Israel’s Stakes, Egypt’s Streets
With Hosni Mubarak’s autocratic, pro-Western regime under threat from the angry Egyptian masses, it appears we are witnessing a new dawn for the power of the “Arab street” in Egypt, Tunisia and potentially elsewhere. This is going to be a profound challenge for Israel, whose only diplomatic or even clandestine relationships with Arab states have been with undemocratic autocrats (there is no alternative type of regime in the Arab world, outside of perhaps Lebanon).
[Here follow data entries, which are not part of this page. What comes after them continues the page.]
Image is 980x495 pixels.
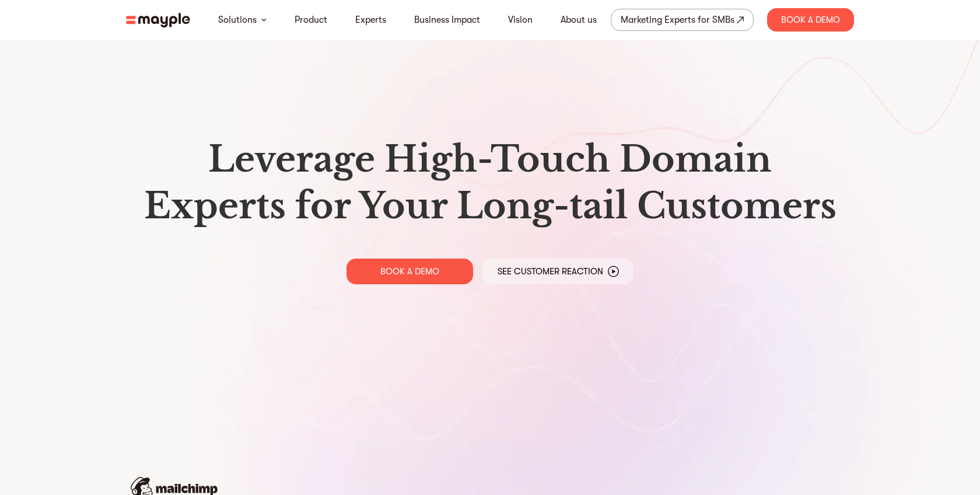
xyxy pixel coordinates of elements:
[508,13,533,26] a: Vision
[768,8,854,31] div: Book A Demo
[621,12,735,28] div: Marketing Experts for SMBs
[414,13,480,26] a: Business Impact
[561,13,597,26] a: About us
[295,13,327,26] a: Product
[126,13,190,27] img: mayple-logo
[218,13,257,26] a: Solutions
[136,136,845,230] h1: Leverage High-Touch Domain Experts for Your Long-tail Customers
[380,265,440,277] p: BOOK A DEMO
[611,9,754,31] a: Marketing Experts for SMBs
[347,259,473,284] a: BOOK A DEMO
[261,18,267,21] img: arrow-down
[497,265,603,277] p: See Customer Reaction
[483,259,634,284] a: See Customer Reaction
[355,13,387,26] a: Experts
When it comes to Egypt in particular, Israel — which in recent years has developed a high degree of strategic cooperation with Cairo in dealing with shared Islamist enemies — has a lot to lose as a consequence of almost any change.
The current reality in Egypt is a classic revolutionary situation that is constantly evolving. The outcome is impossible to predict — just as the very outbreak of the unrest was not predicted anywhere. To better understand what is at stake for Israel, we have to look at possible scenarios for future developments, even if such an exercise is speculative at this point.
A truly worst-case outcome of the unrest in Egypt is frightening to contemplate. It might go something like this: The current situation leads, through a process of resignations, external pressures and interim governments to free elections in which the Muslim Brotherhood, Egypt’s largest and best-organized opposition group, wins the day. The Brotherhood, which opposes Israel’s very existence, cancels Egypt’s peace treaty with the Jewish state, declares Hamas (an offshoot of the Brotherhood) an ally, denounces the Israeli-Palestinian peace process, demands that international forces leave the Sinai Peninsula and asserts Egypt’s right to send heavy forces into the presently demilitarized territory. The Suez Canal is abruptly closed to passage of Israeli naval ships that have been disrupting Iranian-Hezbollah-Sudanese arms smuggling in the Red Sea.
All these events spark serious unrest in Jordan, where the local branch of the Muslim Brotherhood espouses a similarly hostile line toward Israel, and in the West Bank, where a Hamas uprising threatens the rule of the Palestine Liberation Organization. (Even before the current wave of unrest, the absence of a meaningful Israeli-Palestinian peace process over the past two years has prompted Jordan’s King Abdullah — whose country has a large Palestinian population — to issue dire warnings about regional deterioration and even to flirt with Iran, signaling to Israel and the West his growing discomfort.)
Thus, in this worst-case scenario, Israel is surrounded by hostile Islamists. The entire region goes on a war footing.
This state of affairs would pose grave strategic and military challenges to Israel. The advent of peace with Egypt some three decades ago enabled the Israel Defense Forces to radically reduce its overall force size and deployment levels in the south, lower the age at which reserves are mustered out and generally downgrade its armored warfare and large-scale offensive exercises. Instead, the army developed tactics for dealing with Palestinian unrest and countering guerilla challenges by non-state actors like Hamas and Hezbollah. The only active Israeli military leaders who remember what it’s like to fight Egypt are Defense Minister Ehud Barak and the army’s outgoing chief of staff, Gabi Ashkenazi. The Egyptian armed forces, on the other hand, have never stopped “fighting” Israel in their annual military exercises.
What, alternatively, would a best-case scenario in Egypt look like? From Israel’s standpoint, this essentially means the status quo, perhaps with Egypt’s new vice president, Omar Suleiman, taking the reins of power. Suleiman has worked closely with Israel, knows its leadership and is at least as committed as Mubarak to strategic cooperation against militant Islam, to quarantining Hamas in Gaza and to working against Iran’s regional designs.
These two speculative scenarios are the extremes. Out of the current unrest, we’re more likely to see a situation emerge that falls somewhere between these two poles.
Egypt’s Islamists might be given a secondary role in government, where they would have relatively minor but still negative (from Israel’s standpoint) influence. Even the secular Egyptian opposition, if coopted by the regime in the hope of quelling public protests and satisfying pressure from the Obama administration, might exact some sort of anti-Israeli price. Indeed, a secular regime cleansed of military influence and relying on a relatively narrow popular support base might become as anti-Israel as the Islamists in the hope of currying favor with the Muslim Brotherhood’s supporters.
Where does all this leave Israel today? Hawks in Netanyahu’s government will almost certainly argue that Jerusalem is wise not to get too deeply involved in a peace process which could require it to make territorial concessions that it might regret tomorrow, in a very different Middle East. Others — myself included — would counter that the very absence of a peace process could encourage the next rulers of Egypt and possibly Jordan to turn their backs on Israel tomorrow. But we all agree that tomorrow is now totally unpredictable.
Yossi Alpher is co-editor of the bitterlemons family of Internet publications. He is former director of the Jaffee Center for Strategic Studies at Tel Aviv University.